Changing landscape: Old media needed this wake-up call

By Yuan Zhou (China Daily) Updated: 2016-06-01 08:02

I've always had mixed feelings about e-commerce that has increasingly become part of our lives.

As a journalist, I enjoy online shopping first and foremost because it generates so many great news ideas as millions of people make purchases every day.

My most recent story on the subject in this newspaper was touched off by an e-retailer's ad: "Place an order while at work, and take deliveries when you go home", which prompted me to look at my own and others' online shopping behavior in the office and beyond, and its implications to employers.

Earlier I wrote about the phenomenon of apps that flooded our cellphones. My Huawei Mate 8 is home to apps for e-malls, restaurants, laundry, golf clubs and other service providers that cater to both my needs and wants.

Almost three decades ago, when I first joined the newspaper as a fresh graduate out of journalism school, I asked Wang Wenlan, a prize-winning photojournalist, for career tips. He thought for a while and said: "Always get yourself a hot meal."

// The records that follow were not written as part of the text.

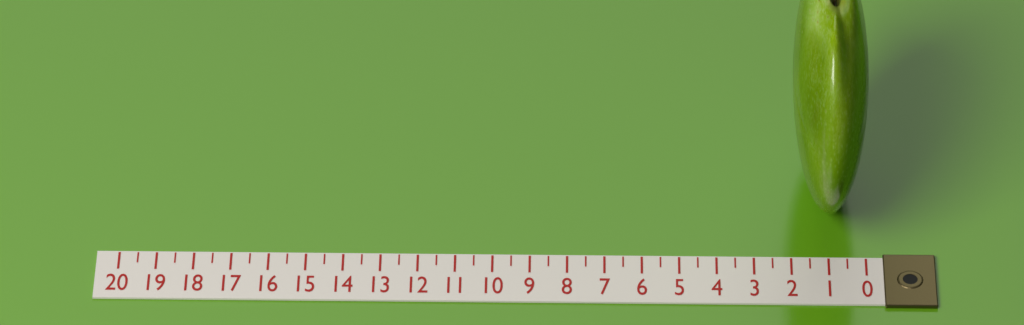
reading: 2.0 (no unit)
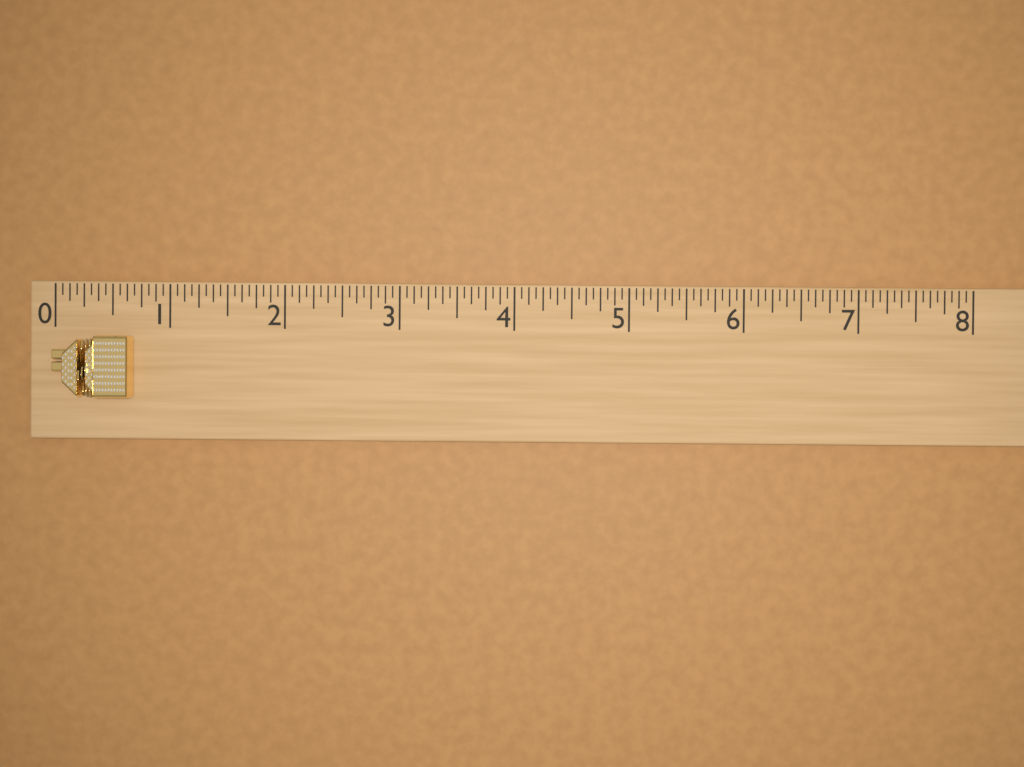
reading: 0.6875 (no unit)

Those were hard times when journalists would have to munch on snacks if they missed lunch or dinner in the company canteen. But now beef noodles or kung pao chicken with rice is just a tap away.

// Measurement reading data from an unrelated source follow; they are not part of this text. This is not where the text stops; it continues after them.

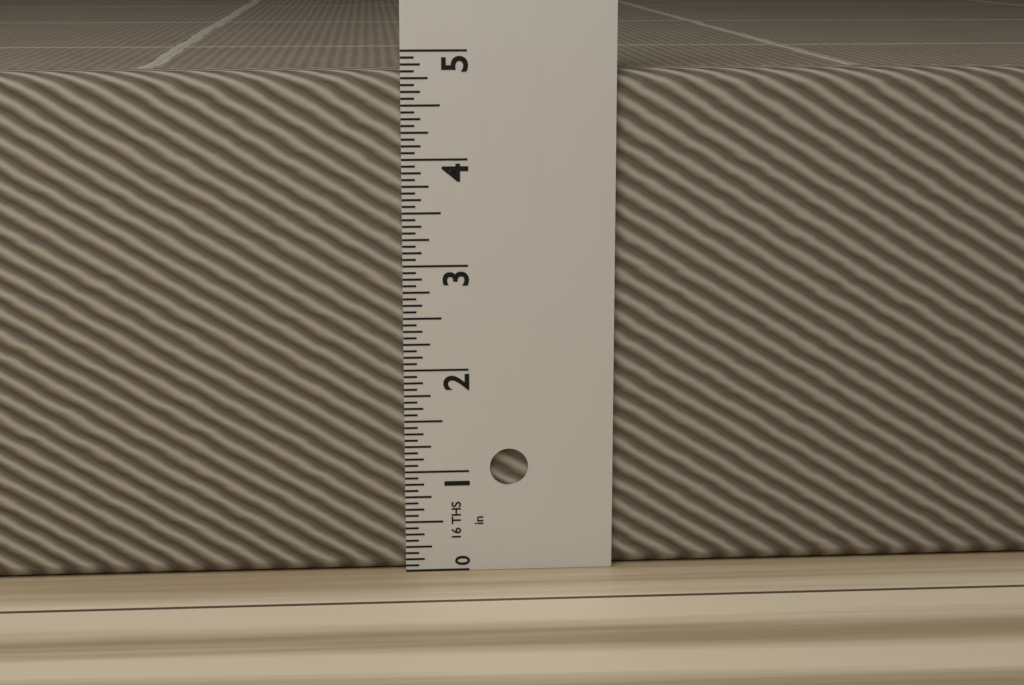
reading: 4.8125 in
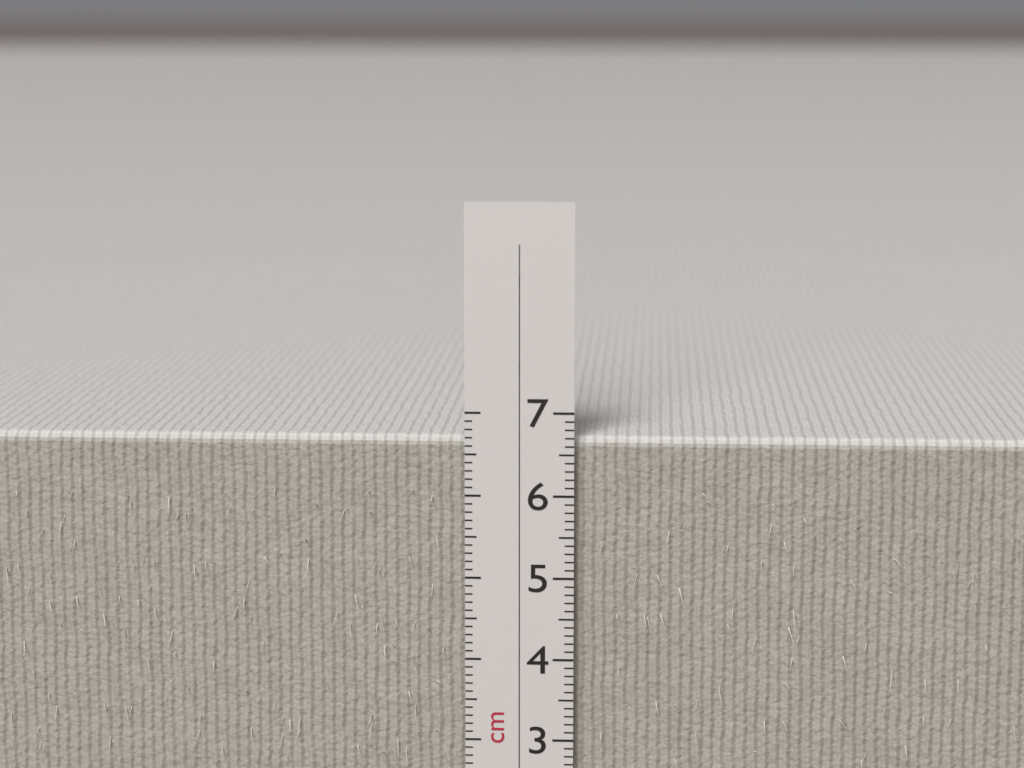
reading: 6.7 cm
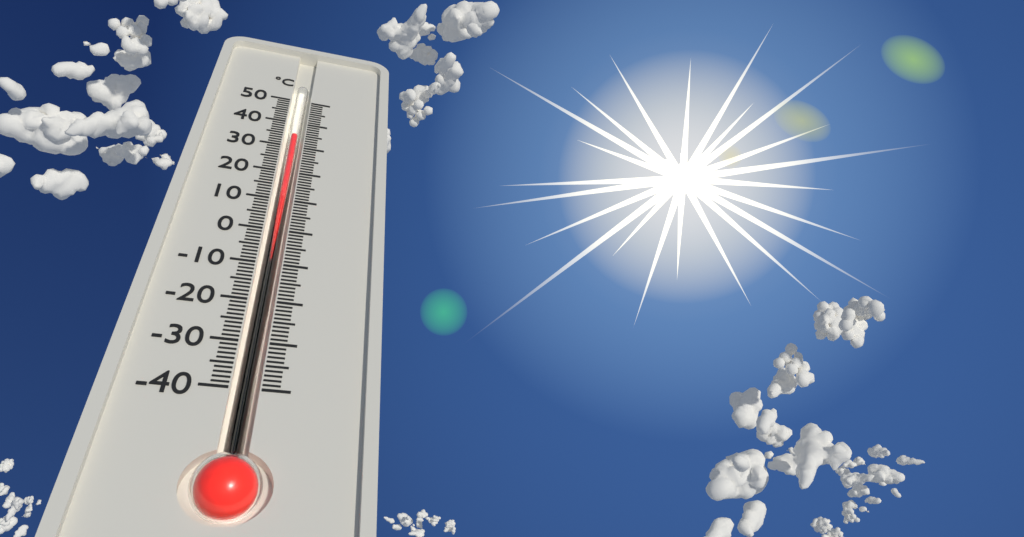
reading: 35 °C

Even laundry, a dreaded chore for young staff who lived four to a room in the dormitory then, is made easy with an app that allows you to stuff tens of dirty shirts into a large bag until it almost bursts at the seams, for 99 yuan.

But on the flip side, e-commerce also has its fair share of issues and problems. The feel is not exactly like in a real store. The take-outs may have been cooked in dirty, unlicensed kitchens. And trust is still hard to come by with occasional fake advertising online and inferior offline support services.

What troubles me most, though, is probably the ethos of the Internet, like risk-taking and innovation, that underpins the success of e-retailers but threatens the livelihood of those in a traditional business, like a newspaper.

I've tried to dissect Jack Ma's rise to fame after his e-commerce company Alibaba completed the largest initial public offering in the New York Stock Exchange's history. Ma sat twice for the national college entrance exam and only ended up in a third-tier local school. In his characteristic, self-deprecating way, he confessed that if he and his people could be successful, 80 percent of Chinese could be, too.

But let's face it. While Ma and other Chinese Internet entrepreneurs laugh all the way to the bank, people like us with degrees from top Chinese and foreign universities are still figuring out a way so we won't lose eyeballs and revenues to tech upstarts too fast.

In my story, I recounted Ma's confrontation with several burly "thieves" who tried to lift a manhole cover on the road more than 20 years ago. He became an instant hero in Hangzhou, because the pilfering was staged by a local television station to capture residents' reaction to crimes. The nerdy man was the only one who stood up that night.

There have been many other anecdotes that illustrate Ma's entrepreneurial traits but determination and risk taking tend to dominate his recipe for success.

Now multimedia convergence is the buzzword in our newsroom, with enthusiastic, internet-enabled colleagues picking up new skills and adopting new operation models. Perhaps the rise of the business foe is not all bad news. What else could get us out of our comfort zone more quickly?

The writer is editor-at-large of China Daily.